I first took lessons of photography at the age of 13 at Foto Club Tucumán, in the other side of the Congreso Street, where the Historic House is located. My father lent me his Rolleiflex for my lessons.
When I grew up I worked in a different kind of job, but in the end I returned to photography and I made of it my profession. I first worked at the University and then as photographer for archeological campaigns for the CONICET. Time went by and got interested in photography conservation and I did some research on its history. Today I teach and I work in advertising although I continue being close to the science.
As a mean of expression, I always shot my work in black and white. I'm still doing this.
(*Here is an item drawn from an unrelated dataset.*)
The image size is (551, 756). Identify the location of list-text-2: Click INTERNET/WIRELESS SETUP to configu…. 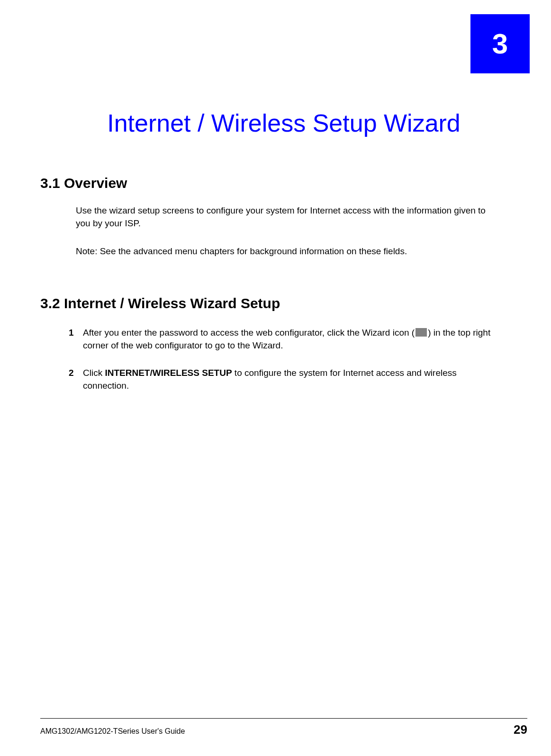
(289, 380).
However, part of my work is done using old and digital processes.
It is not my intention to establish a discussion between old and actual processes in photography because doing so would overestimate one of these processes over the other in the pursuit of a mean of expression or a particular and personal aesthetic.
Working in this art it has made me know a wide range of ways for capturing an image and then making the final copy.
I make daguerreotypes as digital photos and a variety of copy's processes. I work comfortably in each of these processes.
I believe that the technique is liberating. The expressiveness can be found in the combination of the technique and the creativeness; that is why going deeper into the technique frees me and makes possible every take, knowing beforehand the possibilities that each material, each artifact, each process offers me.
I'm the president of a Foundation that works for the conservation and achieve of old photos. This was the beginning of my interest in old techniques. I became more interested in this kind of job and the knowledge of old processes helped me in my conservation job. A trip to France made me learn more about old processes, their techniques, possibilities and times.
It is exciting to have the control in the whole obtaining process of the image. The care during the take, from the negative -or positive in a daguerreotype- must be extreme. The lightning, the frame, the pose, are going to be reflected in the final image.
There is a great speed in the work when actual processes -negative, positive, analogical or digital- are involved. But with old processes -gum bichromate, kalitype, or daguerreotype- the time of execution is quite long. A daguerreotype takes many hours of preparation and it is expensive too. For example, the gum bichromate is a process that can take many days, even weeks, to get its final image. The reader will understand that we are talking about different conceptions of time when we speak of old and modern processes.
I compare this with driving a car or riding a horse: different speeds, different pleasures, and different sensations. Have you ever thought to drive a car in road and at the same you look at the landscape? What would be the result?